In this age of Instagram and Twitter, it is easy to forget how recently postcards were a principal way of sending images and short messages. Nothing about postal communication seems appropriate for that today: Someone once confessed to me that he hand-delivers postcards after he returns from a trip because they arrive more quickly that way.

Yet when postcards were invented, they were revolutionary technology — and caused their own uproar.

It was 1865 when German postal official Heinrich von Stephan was the first to propose the adoption of what he described as an "open post-sheet" made of stiff paper. One side would be reserved for the recipient's address, and the other side would have just enough space for a brief message. It would circulate at the cheapest rate possible.

Von Stephan's proposal was rejected as too radical.

It seemed economically unworkable to the other delegates of the Austro-German Postal Conference. Who would forgo their privacy, even for the sake of convenience and frugality?

Four years later, when a similar proposal was accepted by the Austrian post office, the public answered that question. Three million postcards passed through the Austrian post within the first three months. Nations around the world quickly issued their own official postcards. Seventy-five million were sent in Britain in 1870, the year it adopted the new medium.
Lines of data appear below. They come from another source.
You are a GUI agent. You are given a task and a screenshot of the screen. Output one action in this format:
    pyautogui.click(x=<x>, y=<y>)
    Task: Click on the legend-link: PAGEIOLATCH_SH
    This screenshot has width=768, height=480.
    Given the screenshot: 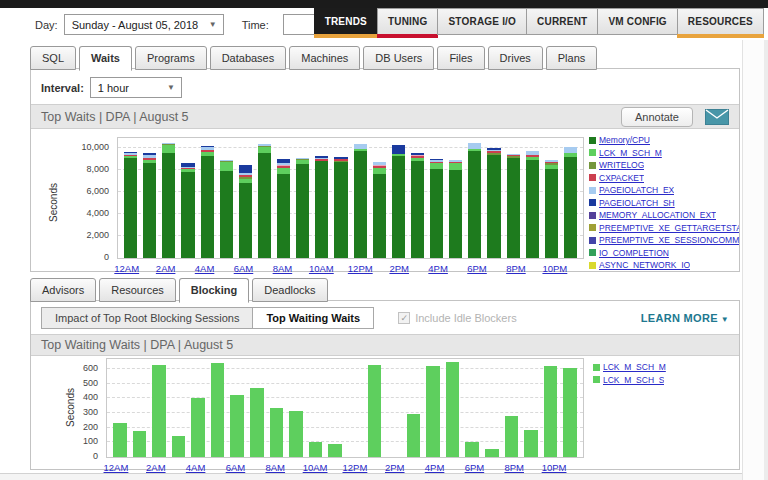 What is the action you would take?
    pyautogui.click(x=637, y=203)
    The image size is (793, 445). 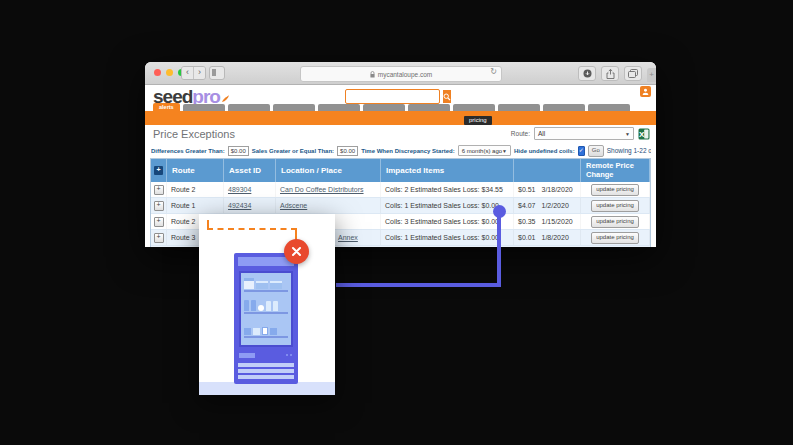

The postcard's popularity baffled and even appalled the cultural elite. On one hand, it seemed ridiculous and highly inappropriate to write anything remotely personal on a postcard, where postal workers, neighbors or servants could read the message. On the other hand, if one lacked anything substantial to write, why write at all? The smaller format inhibited sustained thought. Some even blamed the postcard for a decline in literacy and argued that its shorter format led to poor grammar.

Postcard enthusiasts became just as extreme in their pronouncements. They saw it as a symbol of democracy itself and a revolution in interpersonal communication. Affordable to all, the postcard was hailed as the most important postal advancement since the penny post. It created more points of contact between family members and friends, regardless of class. It was even credited with facilitating global understanding through the establishment of international postcard exchange clubs.
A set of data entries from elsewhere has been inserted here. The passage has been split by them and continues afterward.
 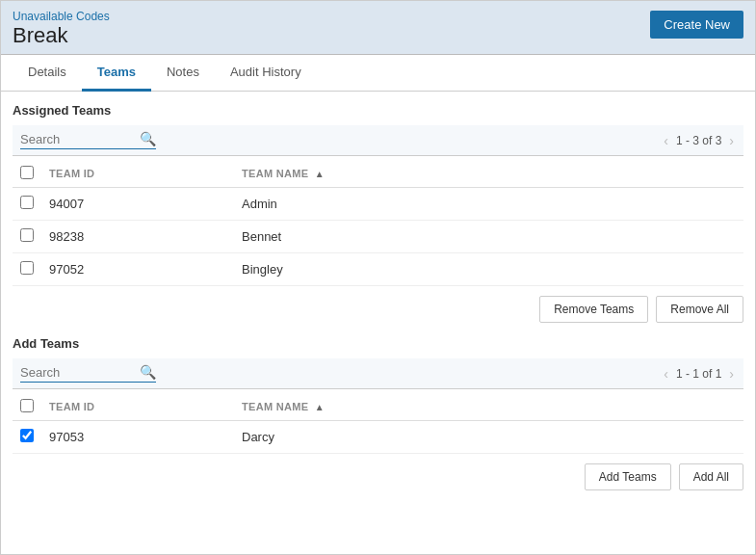 I want to click on header-bar: Unavailable Codes Break Create New, so click(x=378, y=28).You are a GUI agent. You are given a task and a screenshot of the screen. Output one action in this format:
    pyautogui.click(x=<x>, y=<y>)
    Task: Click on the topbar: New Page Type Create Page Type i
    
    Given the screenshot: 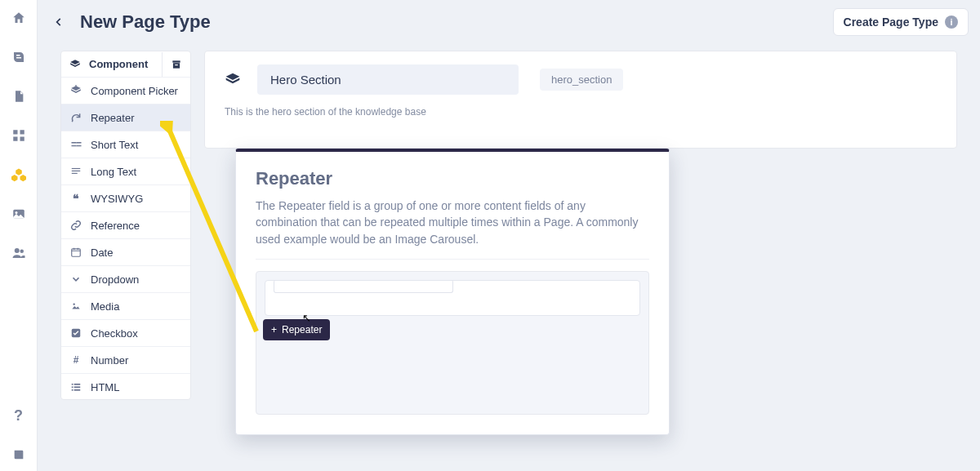 What is the action you would take?
    pyautogui.click(x=509, y=22)
    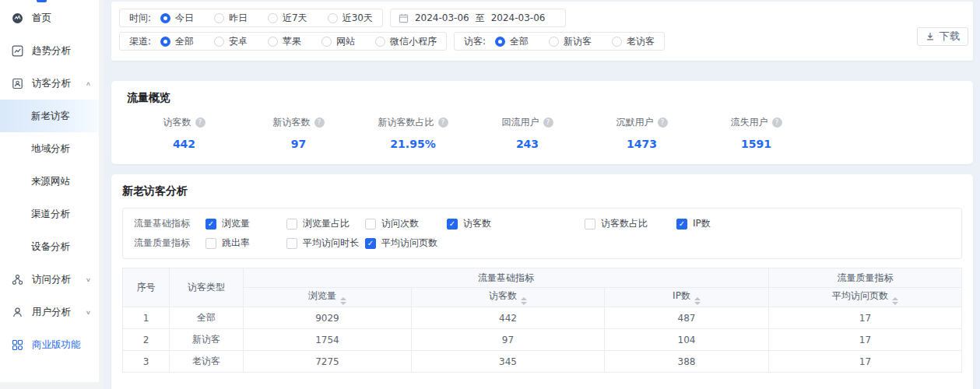 Image resolution: width=980 pixels, height=389 pixels. What do you see at coordinates (641, 144) in the screenshot?
I see `metric-value: 1473` at bounding box center [641, 144].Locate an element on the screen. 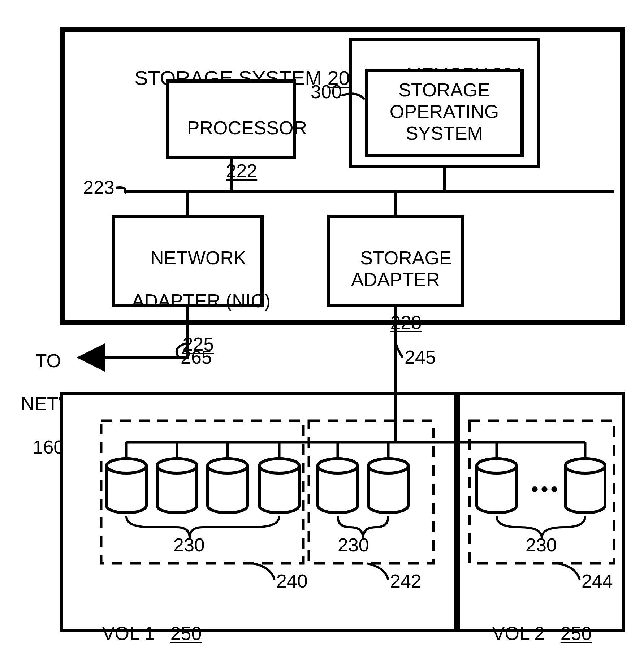 Image resolution: width=644 pixels, height=654 pixels. disk-g2-0: D is located at coordinates (338, 493).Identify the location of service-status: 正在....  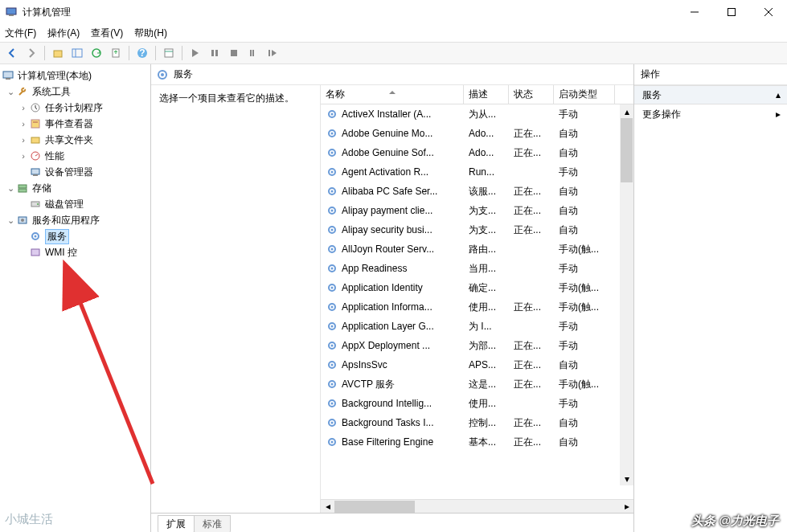
(531, 230).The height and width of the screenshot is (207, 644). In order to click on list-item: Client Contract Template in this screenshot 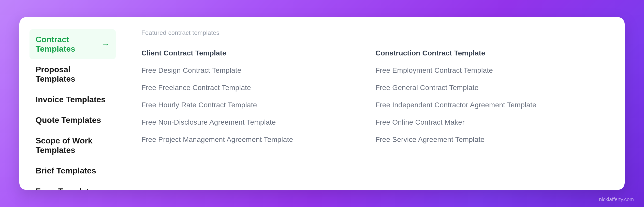, I will do `click(258, 53)`.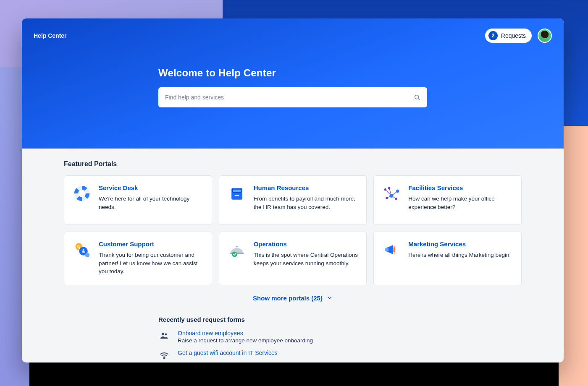 This screenshot has width=588, height=386. What do you see at coordinates (293, 36) in the screenshot?
I see `top-bar: Help Center 2 Requests` at bounding box center [293, 36].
For true postcard aficionados, communicating via postcard was not just easier but also better. They waxed poetic about the sentimental merits of this new abbreviated medium. Less room to write meant instant synecdoche. "Wish you were here" on a hand-colored postcard of the "moonlit" Eiffel Tower — necessarily just a taste of what the sender was thinking as he put pen to card — could evoke a world of desire. The recipient would imagine the rest.

Yet, ultimately, this way of saying everything could also be interpreted as saying nothing. As telephone service spread exponentially in the early 1900s, it now seemed to exemplify all the benefits once attributed to sending a postcard. Placing a call was faster and eventually would become cheaper so that one could both "say" more and say it more easily.

The postcard's history reminds us that there are always hopes and fears projected onto the latest communication technology. Ease and speed promise greater intimacy, but eventually the very attributes that attracted us to the new form seem to strip messages of their depth.

We've all experienced the thrill of reconnecting with elementary school friends on Facebook before slowly realizing we have nothing in common with them. Instagram continually reminds us that seeing what people ate for dinner feels like the furthest thing from actually having dinner with them.

Each new form gestures toward the fantasy of perfect communication. And each, in turn, becomes dispensable once it disappoints us.

A friend recently found out that her 25-year-old brother-in-law had never received a postcard in his life. She told me this with an air of such sadness and regret, as if that fact conveyed so much of what was wrong with the world. It seemed to imply that no one cared enough to take the trouble to buy a simple postcard and stamp, write a few lines and mail it to him. She decided to be the first.

Perhaps we have it backward. We seek communication that is easy and effortless, and think that will foster genuine connection. But what truly matters is the trouble we take.

Monica Cure is an assistant professor in the Torrey Honors Institute at Biola University. She wrote this article for the Los Angeles Times.